02 November 2011

Mermaid: A Twist on the Classic Tale by Carolyn Turgeon



The story of two very different women, one mortal, one mermaid, and the clash between worlds best kept apart... It is a cold day at the end of the world when a young woman, a princess in hiding, looks out across a Northern sea and sees something she could not have seen. It looks...it can't be. It looks like a mermaid's tail. And, as she looks more closely, she sees that the mermaid is dragging a drowning sailor in her arms. Because, only hours before, another princess, the daughter of the sea queen, has decided to risk everything and take a look at the world above the sea: the world of mortals. And there she finds a storm, a shipwreck, a sailor, and sets in train events which will change both women's worlds forever.


This book was an excellent retelling of the original Little Mermaid legend. It made both the princesses even more realistic and choosing between them even more heartbreaking. The plot follows the original story very closely event-wise, but it freshens up the tale by totally throwing the character motivations out the window and giving them new backstories, lives, and reasons for action. Margrethe is a wonderful role-model as a girl, a leader who loves her country and her people and strives to bring better to them, especially when she realizes the truth about the wars, her father, and her chosen prince. Lenia is more of the mermaid stereotype, falling fast in love and having fewer motivations, but watching her grow and flesh out into a real person as she learns the advantages and pitfalls of human society is a real joy. As a reader I couldn’t put the book down, yet I was dreading the ending because, knowing the story, I knew that both girls couldn’t end up with the prince. My heart was breaking right up until the end (I won’t tell you what happened after that, you’ll have to read the book to find out!).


Only one part of the listing is needed: the lines from the one with "Identify the location" through the last line, copied exactly and free of pictures.
Segment Start: Data to examine
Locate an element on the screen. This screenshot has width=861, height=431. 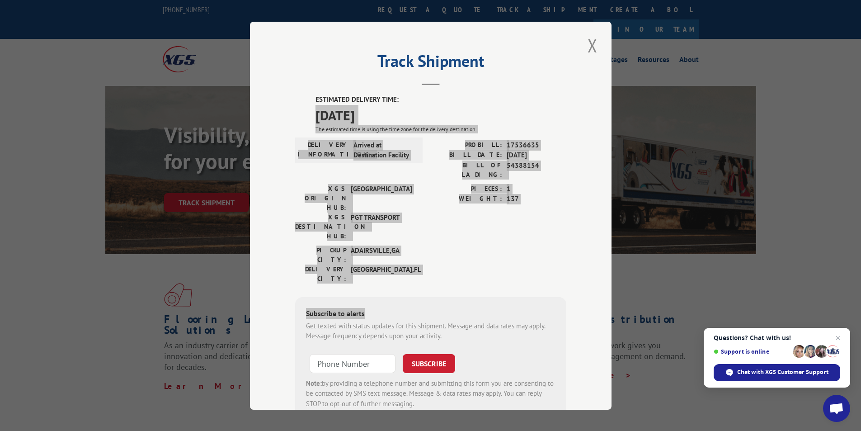
span: 17536635 is located at coordinates (537, 145).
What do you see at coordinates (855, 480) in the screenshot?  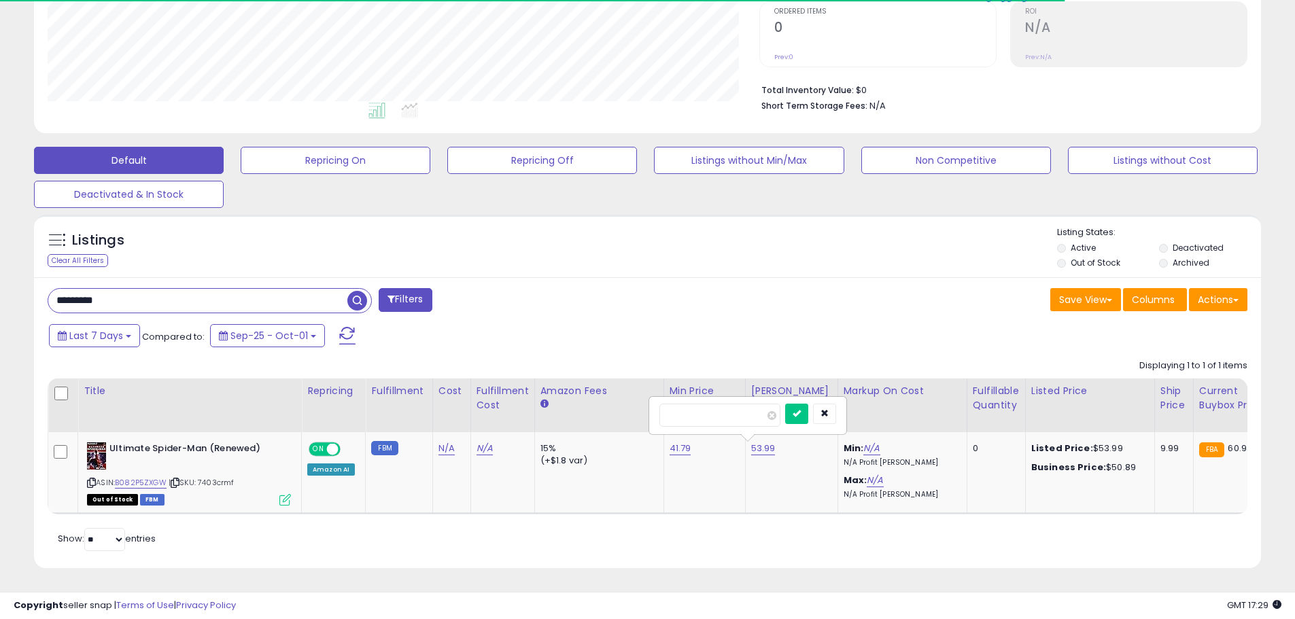 I see `b: Max:` at bounding box center [855, 480].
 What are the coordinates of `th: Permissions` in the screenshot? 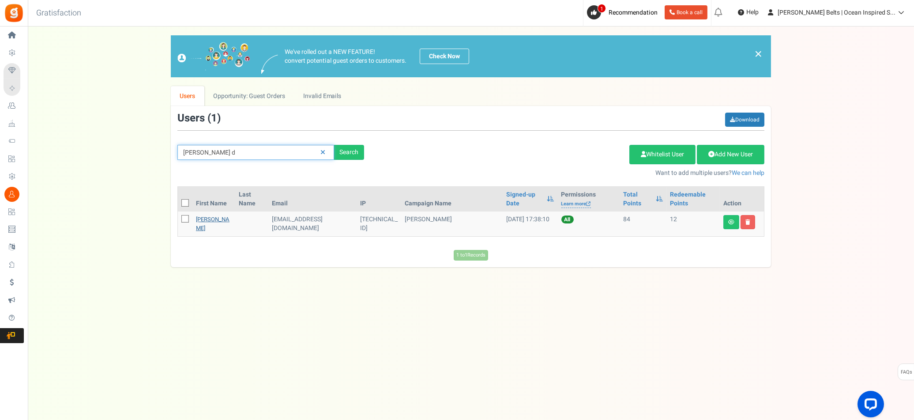 It's located at (589, 199).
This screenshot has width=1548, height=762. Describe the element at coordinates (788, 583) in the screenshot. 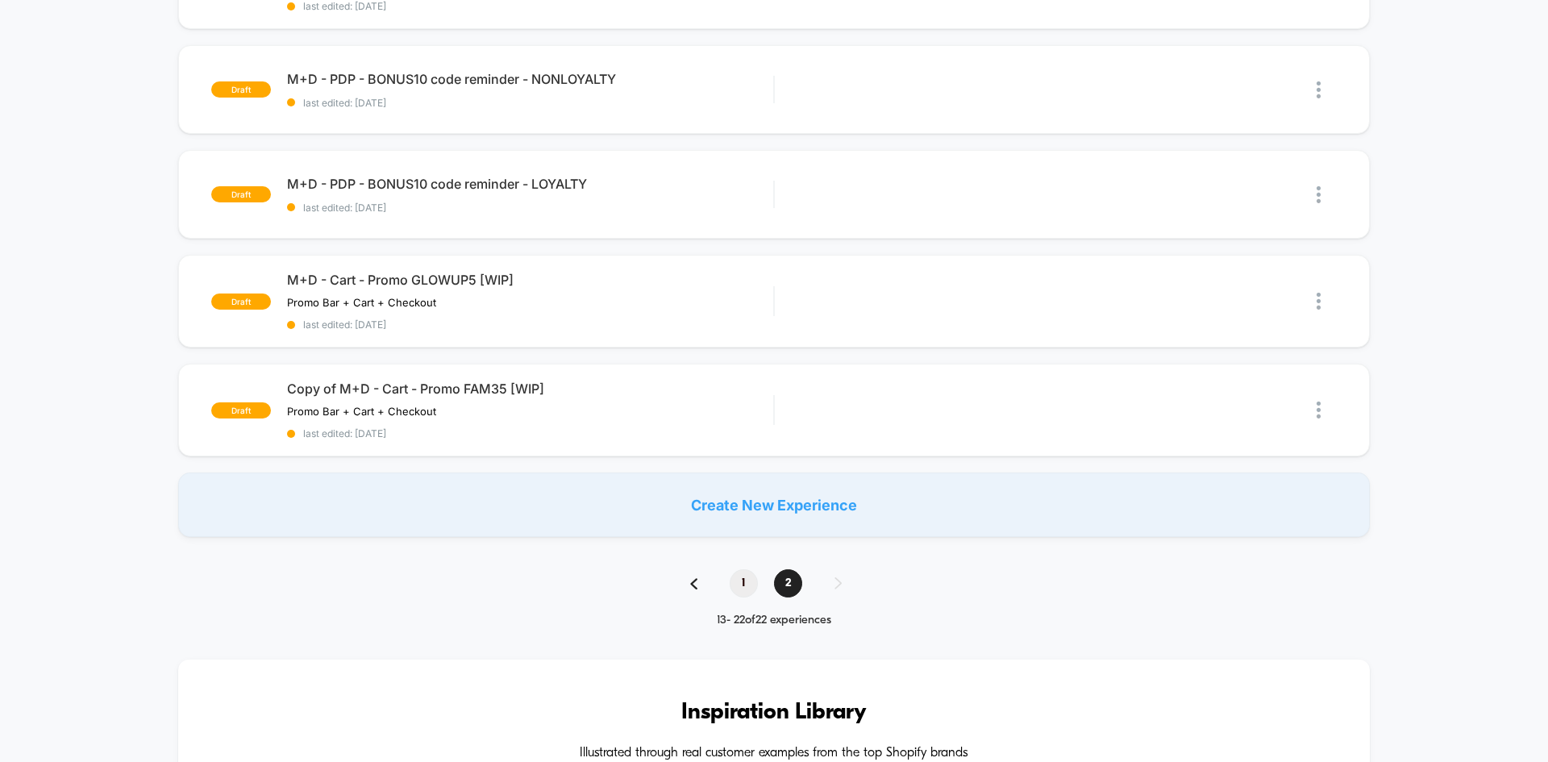

I see `span: 2` at that location.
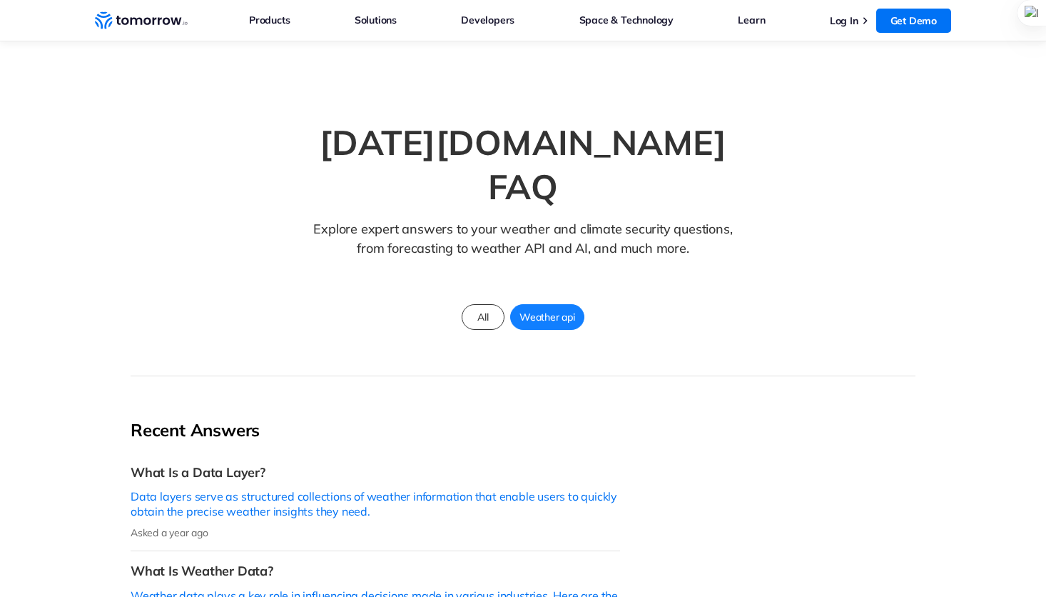  Describe the element at coordinates (375, 502) in the screenshot. I see `a: What Is a Data Layer?Data layers serve as structured collections of weather information that enab...` at that location.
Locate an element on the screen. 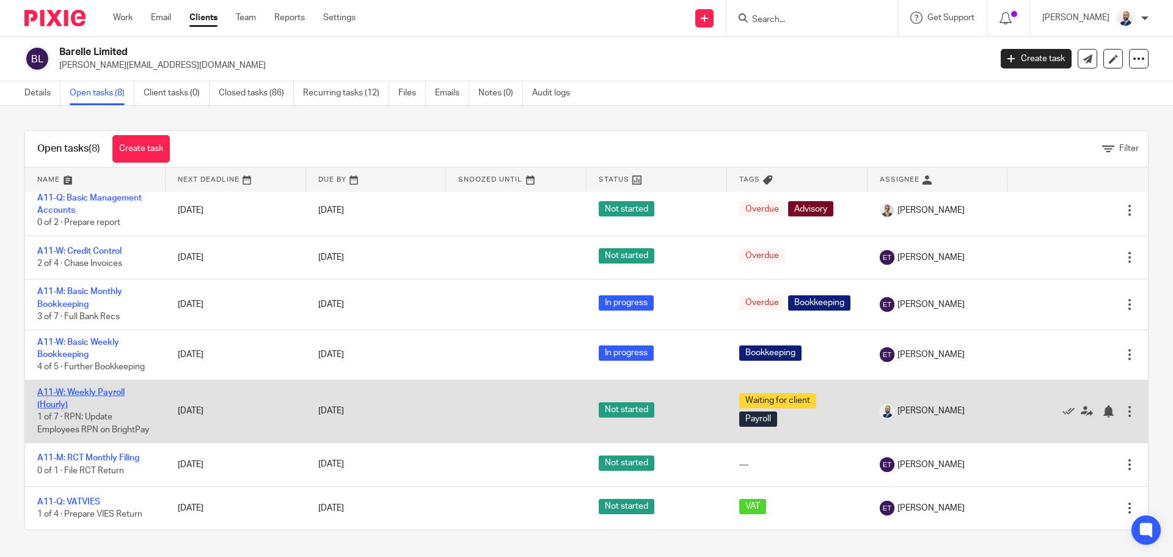 The height and width of the screenshot is (557, 1173). a: Open tasks (8) is located at coordinates (102, 93).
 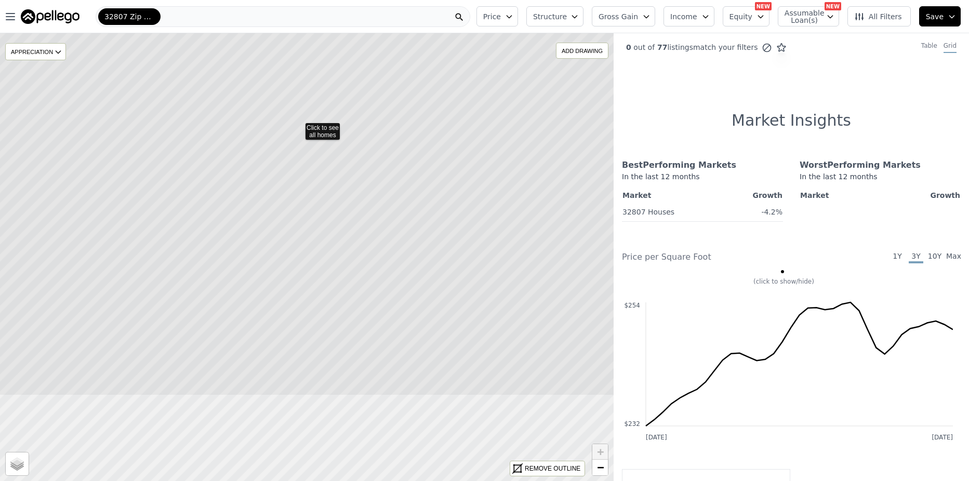 I want to click on button: Income, so click(x=689, y=16).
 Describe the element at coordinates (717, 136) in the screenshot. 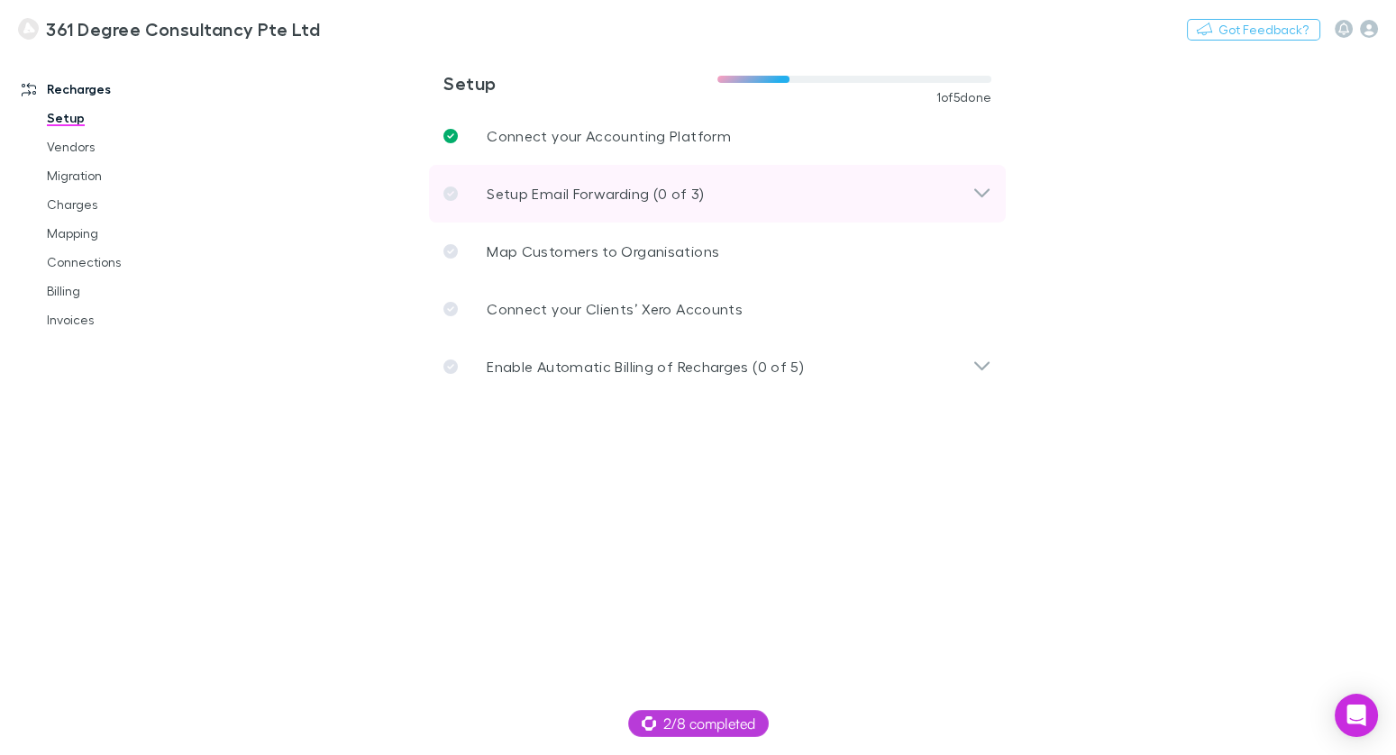

I see `a: Connect your Accounting Platform` at that location.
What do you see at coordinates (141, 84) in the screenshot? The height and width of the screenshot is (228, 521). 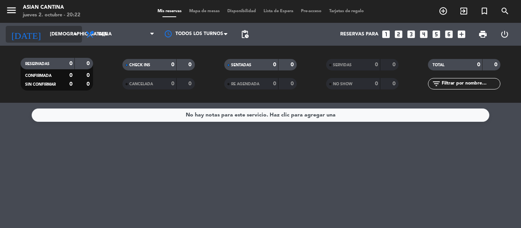 I see `span: CANCELADA` at bounding box center [141, 84].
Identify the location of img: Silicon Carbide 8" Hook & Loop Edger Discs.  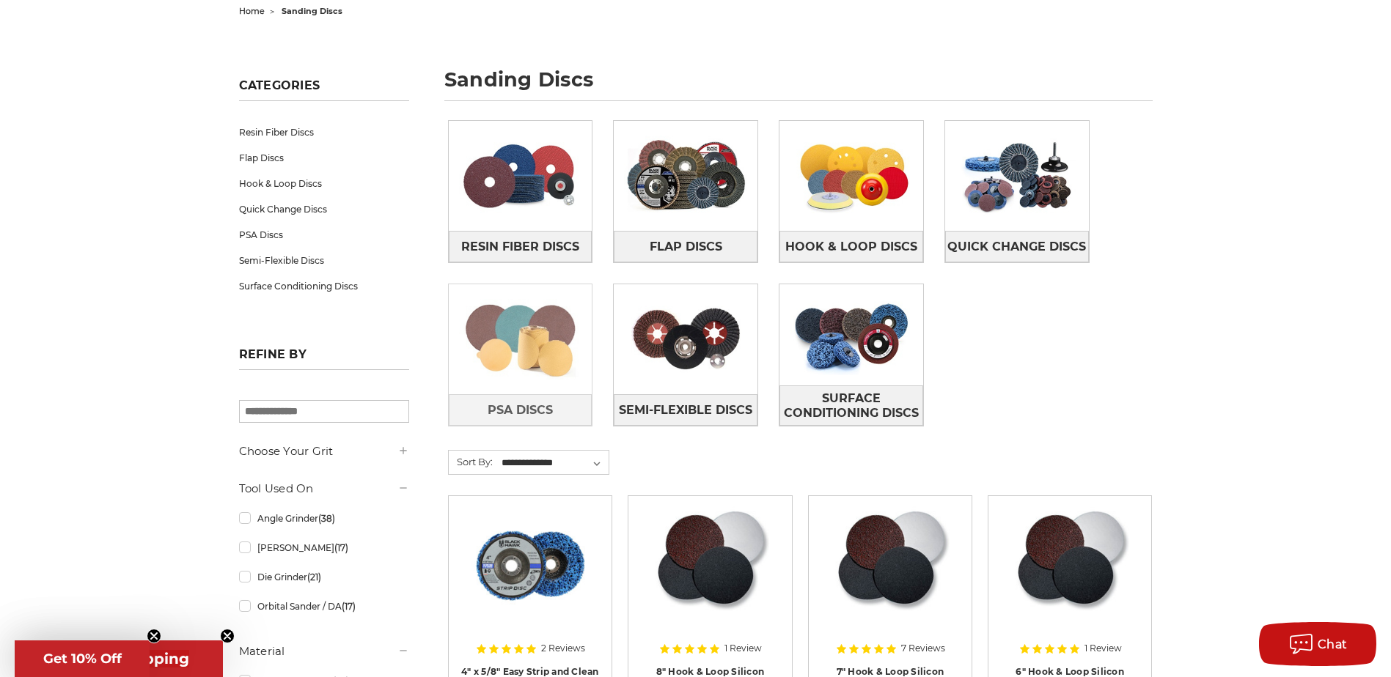
(710, 565).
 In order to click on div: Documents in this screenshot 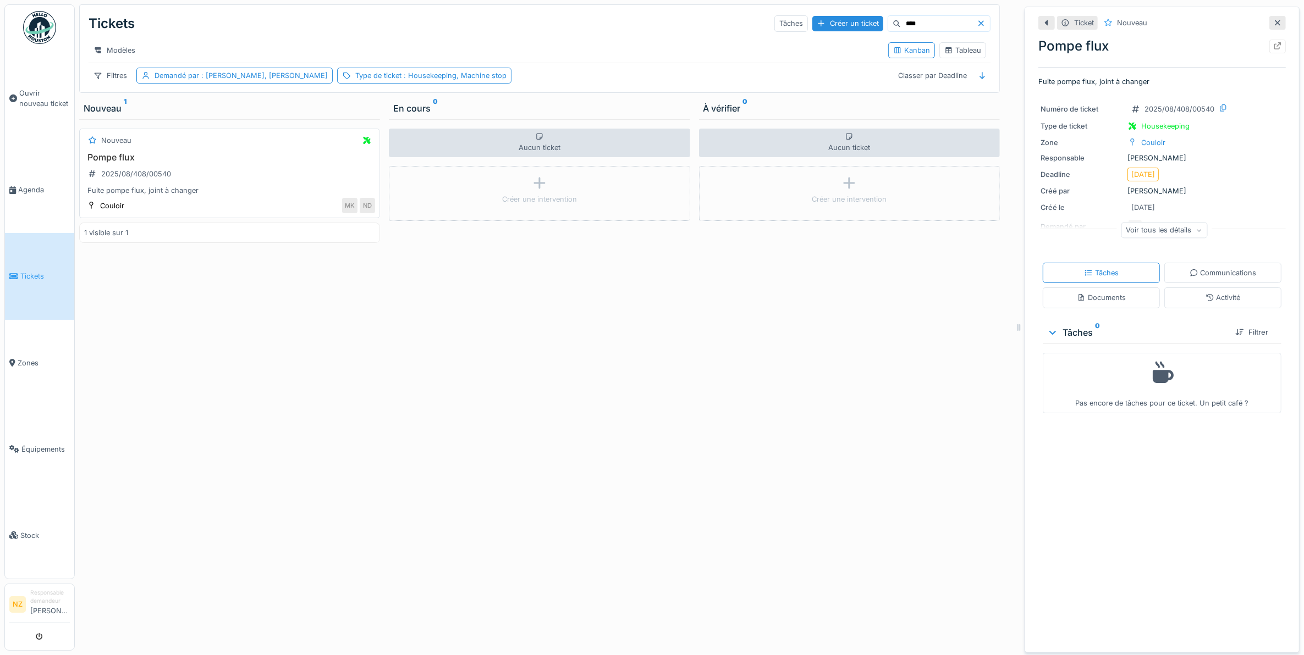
Segment End: Data to examine
# Reply to the exercise
Identify the location of img: Silicon Carbide 8" Hook & Loop Edger Discs.  
(710, 565).
 In order to click on div: Documents in this screenshot 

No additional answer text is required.